Slack's sidebar menu with icons and text: Mentions, Drafts, Saved, Channels, People, Apps, Files. Dark purple on peach. Simple, organized layout.
New menu items aim to categorise and streamline your messages

The Proof - Today, 65 million monthly active users spend 90 minutes daily in Slack, executing 5 billion actions weekly. With a projected revenue of $4.2 billion by 2025, it's clear that users aren't just accepting the learning curve—they're building their digital work lives around it.


It's clear: the right kind of effort creates invested users. But how do you find that sweet spot? Too much challenge frustrates; too little leaves users feeling unattached.


I learned this firsthand designing benefit application forms. My instinct was to minimise steps.
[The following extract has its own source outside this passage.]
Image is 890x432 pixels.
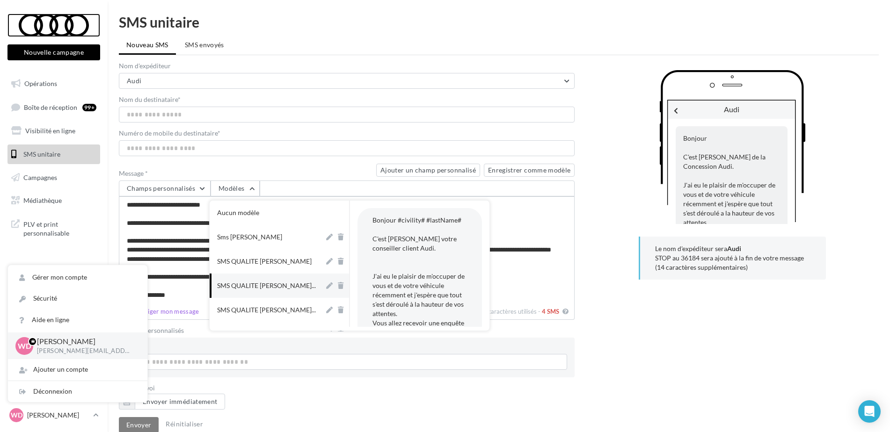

But ultra-streamlined forms led to more errors and frustration. By strategically adding friction—clear expectations, checklists, validation—we improved the experience. Users succeeded on their first try and felt more confident.



Here's how to find your product's magic ratio:


Step 1: Good Friction vs. Bad Friction – A Quick Audit

Categorise the effort users expend in your product:


  • Good Friction: Builds skills, creates ownership, yields satisfaction.

    • Example: Learning Notion's database system (initially complex, ultimately empowering).

  • Bad Friction: Wastes time, creates frustration, no payoff.

    • Example: Re-entering the same information across multiple screens.


Step 2: Add Rituals That Make Effort Satisfying

Rituals make mundane actions satisfying. Think: checking off to-dos, reaching milestones.


💡 Identify: Is there a frequent action in your product that could become a rewarding ritual?

Add: Streaks, progress indicators, celebrations—make effort feel worthwhile.


Example: The achievement system in the image below transformed routine interactions into milestones, providing a sense of progression that boosted long-term engagement.


Picsart Level-up message on a dark interface with a purple badge and stars saying "Edit Expert." Buttons: Continue editing, Share file link.
Achievement unlocked: How I transformed user engagement by celebrating progress through this custom achievement system for Picsart.

Step 3: Eliminate Pointless Work. Ruthlessly.


Not all friction is good. Be honest: which parts of your product feel like busywork? I redesigned a recruitment app, automating anything that didn't directly solve the user's problem (auto-filling CV details). The friction we kept was only what helped users find the right solution.


Key Principle: Every bit of effort should deliver proportional value. If it doesn't, remove it.


The Perfect Balance

It's not about no effort; it's about the right effort.


Ask yourself:


  • Are you making users work for features they don't care about?

  • Are valuable features too forgettable because they're too easy?



Effort as the Secret to Unforgettable Products

I used to chase frictionless perfection in every product I designed. I'd eliminate steps, simplify interfaces, and remove any obstacle in the user's path.


But I was solving the wrong problem.


Beautiful, seamless products aren't enough—they're forgettable. The products people can't live without are the ones that ask for investment and deliver proportional rewards.


Great experiences aren't about making things disappear. They're about crafting moments users must earn—and walk away transformed.

I still believe in intuitive design. But I've stopped chasing "effortless." Because the right kind of effort isn't a bug—it's the feature that builds unbreakable loyalty.



Until our next design adventure,

The image shows "Sophie" written in elegant script with a heart, against a black background. The letters have subtle color shading.